Jim Thorp’s fishing expedition will be unprecedented. Over the next five years, he will lead teams of researchers on 18 rivers in the U.S. and Mongolia fishing for clues about changing world ecosystems.
Thorp, professor of ecology and evolutionary biology and senior scientist at the Kansas Biological Survey, is the lead investigator on a research project with nine universities that is funded by a $4.2 million National Science Foundation (NSF) grant.
The project — the largest-scale river research of its kind — has three goals:
- Study rivers in Mongolia, where temperatures are rising three times faster than the average within the North Temperate Zone, and use that information to predict how climate change will affect rivers in the United States.
- Study U.S. rivers, with their man-made dams and non-native species, as a predictor for what will happen if Mongolian rivers — currently untouched — undergo development.
- Study how the physical structure of rivers affects their ecology, and the implications for river management.
No one has ever attempted to study so many rivers in so large an area. Because rivers are largely managed within political boundaries, like states and countries, previous studies have been on much smaller scales. Thorp says that’s like trying to understand the function of the human body by studying an arm or leg.
“To study rivers you have to understand the river in its entirety, from the smallest streams to the largest channels,” Thorpe says. “I’ve had people tell me it’s not possible to do experiments in rivers. I’ve conducted cage experiments in rivers, and now we will be doing the world’s largest whole river experiments.”
U.S. rivers are rapidly changing with the climate and human disturbance.

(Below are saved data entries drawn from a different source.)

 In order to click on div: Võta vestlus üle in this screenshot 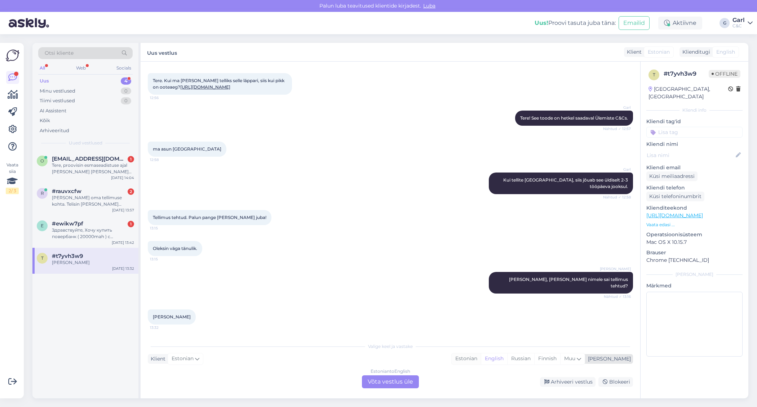, I will do `click(390, 382)`.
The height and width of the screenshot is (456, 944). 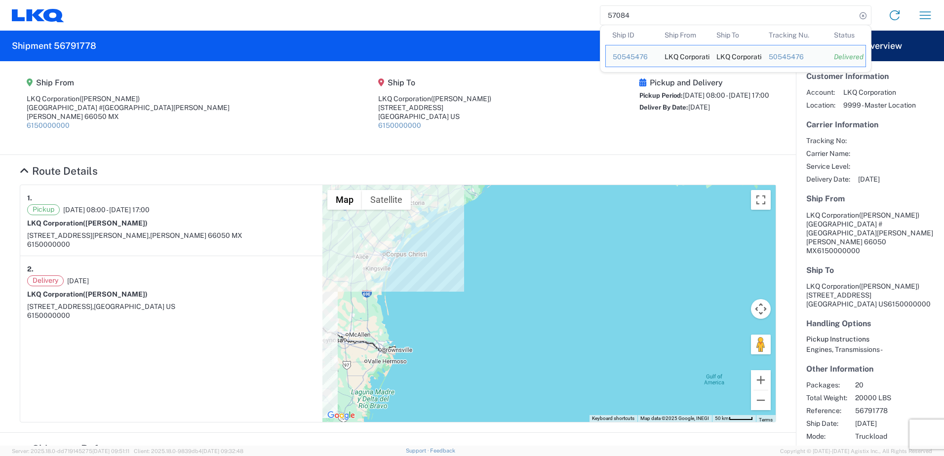 I want to click on button: Keyboard shortcuts, so click(x=613, y=419).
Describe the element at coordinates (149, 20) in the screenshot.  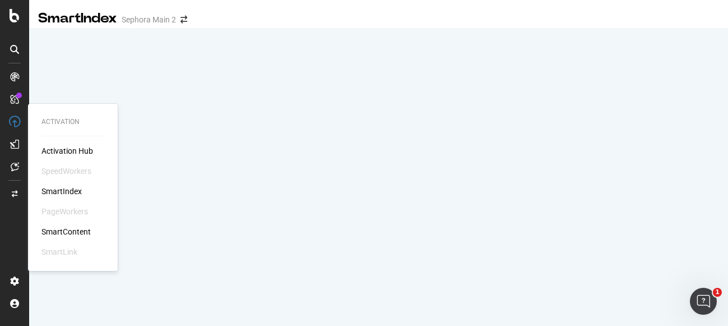
I see `div: Sephora Main 2` at that location.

Thorp cites studies that show the loss of species in North American rivers is greater than the loss of species for most other large ecosystems.
Across the world, rivers have different issues.
“Mongolian officials are on the precipice of building dams on beautiful rivers,” Thorp says. “But they don’t have the experience predicting the environmental consequences — an area where we can contribute our knowledge.”
Thorp and his team will sample rivers stretching hundreds of miles — the Eg River in Mongolia and the Snake River in the U.S., for example — fishing out specimens of trout, water insects and algae. From the samples, researchers will be able to draw important conclusions about the species’ biodiversity, food webs, and oxygen metabolism of entire macro river systems.
If the scope of the project is unprecedented, it’s also important, Thorp says, because the two continents may help reveal the future of the other.
In 2014, Jim Thorp used a $20,000 KU grant to bring together ecologists from the United States, Mongolia and France. The NSF grant proposal stemmed from this global concept-focused workshop. KU is the lead institution on the grant, headed by Thorp and co-principal investigator Dan Reuman, associate professor of ecology and evolutionary biology. Other participating universities are Kansas State; Ball State; Drexel; Rutgers; South Dakota School of Mines and Technology; University of Nevada, Reno; Wayne State College; and the National University of Mongolia.